Already thinking of retirement (with her second husband, bandleader Phil Harris), she was suddenly very touching as the wife in Preminger’s
Fallen Angel
(45). Still, she left the movies and returned only for the tame remake of
State Fair
(62, José Ferrer) and
The Magic of Lassie
(78, Don Chaffey).

Paul Fejos
(Pál Fejös) (1897–1963), b. Budapest, Hungary
1920:
Pán; Hallucination; The Resurrected
. 1921:
A Fekete Kapitány/The Black Captain; Arsène Lupin Utalsá Kalandia/Arsene Lupin’s Last Adventure
. 1922:
Szenzáció/Sensation/Pique Dame/The Queen of Spades
. 1927:
The Last Moment
. 1928:
Lonesome
. 1929:
Broadway; The Last Performance/Erik the Great
. 1930:
Captain of the Guard
(credited to John S. Robertson);
Révolte dans la Prison/The Big House
(French version of the George Hill film). 1932:
Fantômas
. 1932:
Tavaszi Zápor; Ítél a Balaton
. 1933:
Sonnenstrahl; Fruhlingstimmen
. 1934:
Flugten fra Millionerne/Millions in Flight
. 1935:
Fange nr. 1/ Prisoner No. 1; Det Gyldne Smil/The Golden Smile
. 1936:
Black Horizons
(d). 1939:
Man och Kvinna/A Handful of Rice
(d). 1941:
Yagua
(d).

In just over twenty years (as indicated above), Paul Fejos made films in Hungary, Hollywood, France, Austria, Denmark, Madagascar, Thailand, and Peru—the last three represent the documentaries that closed his career.
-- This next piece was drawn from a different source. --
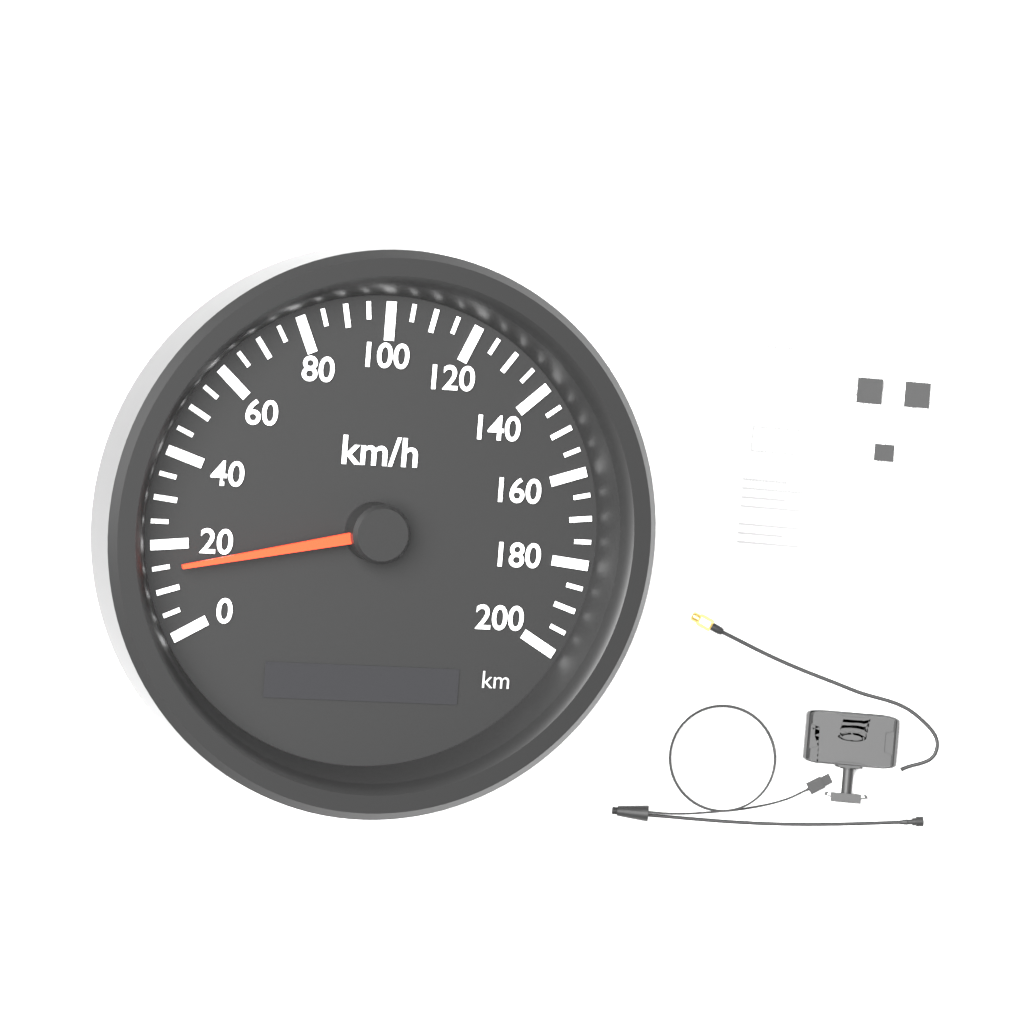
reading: 15 km/h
Yet he lived until 1963, most of the time in New York, where he was research director for the Viking Fund. Surely it is the subject for a biography, or a novel. Yet, the warning legend goes, nobody has heard of Paul Fejos.
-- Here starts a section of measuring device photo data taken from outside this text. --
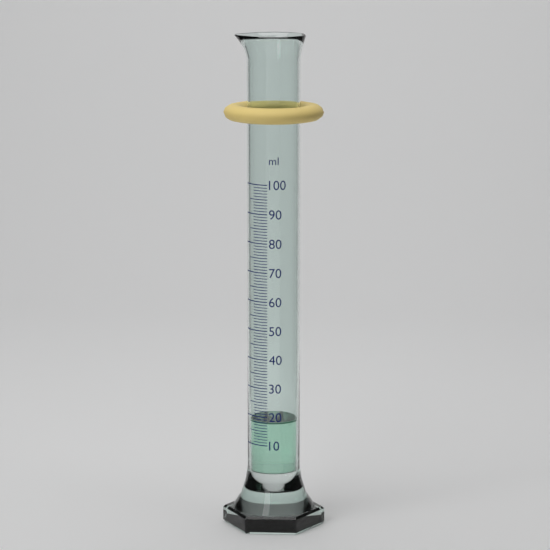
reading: 18 ml
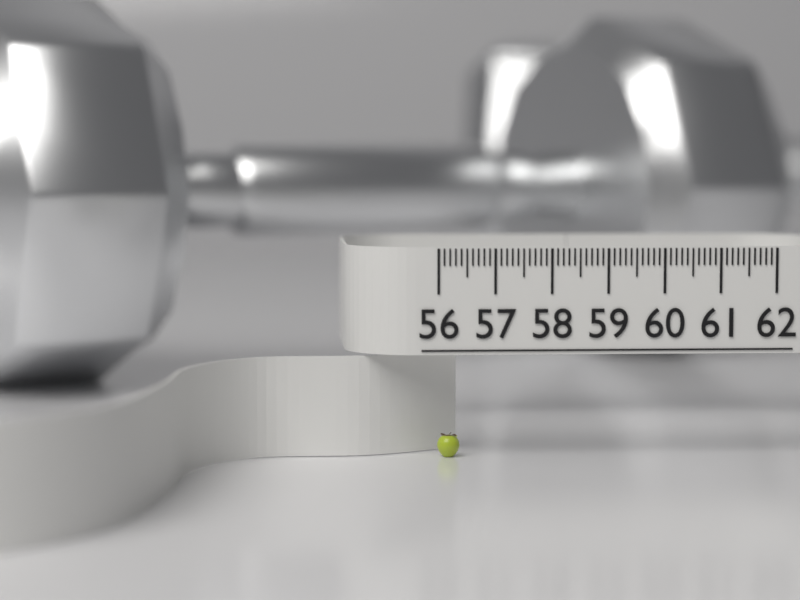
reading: 56.4 (no unit)
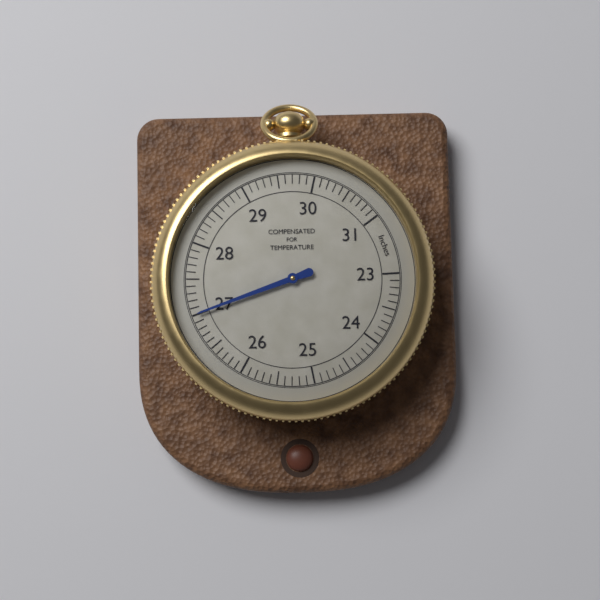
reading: 27.0 inches
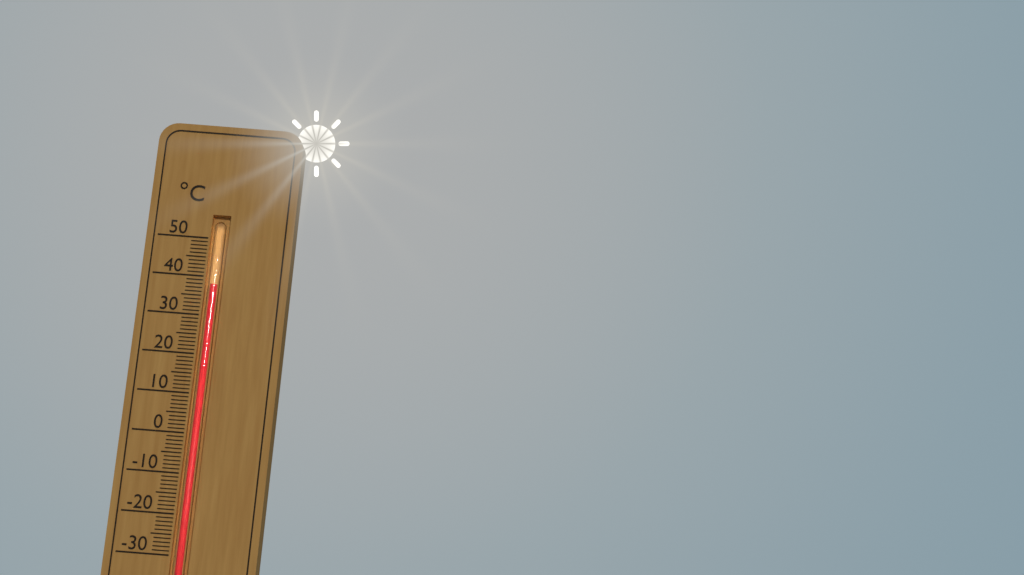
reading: 38 °C
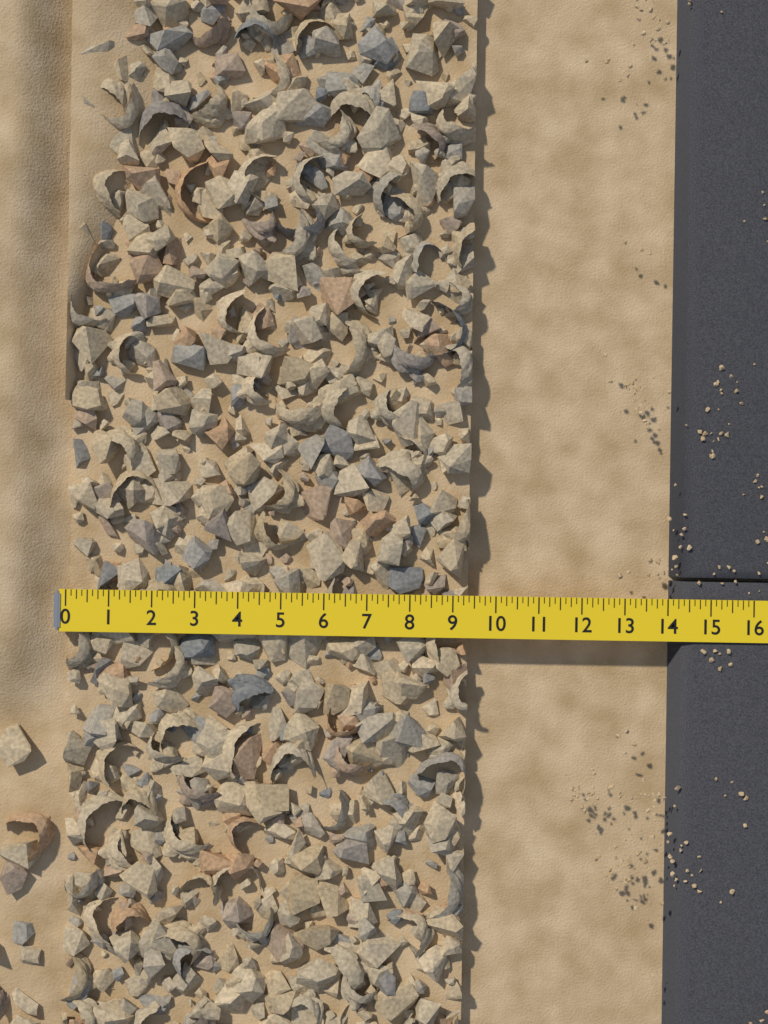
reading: 9.375 (no unit)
His early Hungarian films are all, apparently, lost. Even for those who do know Fejos, a great deal of his reputation depends on
Lonesome
, a romance shot through with urban realism and that profound modern solitude the title addressed.
Broadway
, with Evelyn Brent, furthered his interest in moving camerawork.
The Last Performance
is Conrad Veidt as a crazed illusionist.
Tavaszi Zápor
(back in Hungary) is the dark story of a woman’s fall, with Annabella supposedly at her best.

One day, perhaps, archival and videotape resources might come together, so that a reasonably full account can be offered of Fejos’s career. For the moment, we know just that
Lonesome
is a great achievement, enough to convince anyone that Fejos could hardly use a camera without being eloquent. Scott Eyman has called
Lonesome
a small classic—and so it is. As for Fejos as a whole—one suspects a major neurotic.

Charles K. Feldman
(Gould) (1904–68), b. New York
This is a story that has to be filmed one day: Around 1930, this handsome, very smart fellow, Charlie Feldman, finds himself in Hollywood. He was born an orphan, but he gets himself an education and a law degree, and in the early 1930s he forms an agency in partnership with Ad Schulberg, the wife of philandering B. P. Schulberg. As it happens, Ad—a woman renowned for her intelligence and kindness, but not for her looks—is also having a kind of comforting affair with Louis B. Mayer. Mr. Mayer is temperamentally ready to break out of his marriage and make hay in the fields of young female beauty that he commands. For example, Jean Howard. But he doesn’t dare make the break, so Ad is his quasi mistress. But then Charlie, who has been having a wild fling with the Mexican actress Raquel Torres, takes a fancy to Jean Howard. It is reciprocated.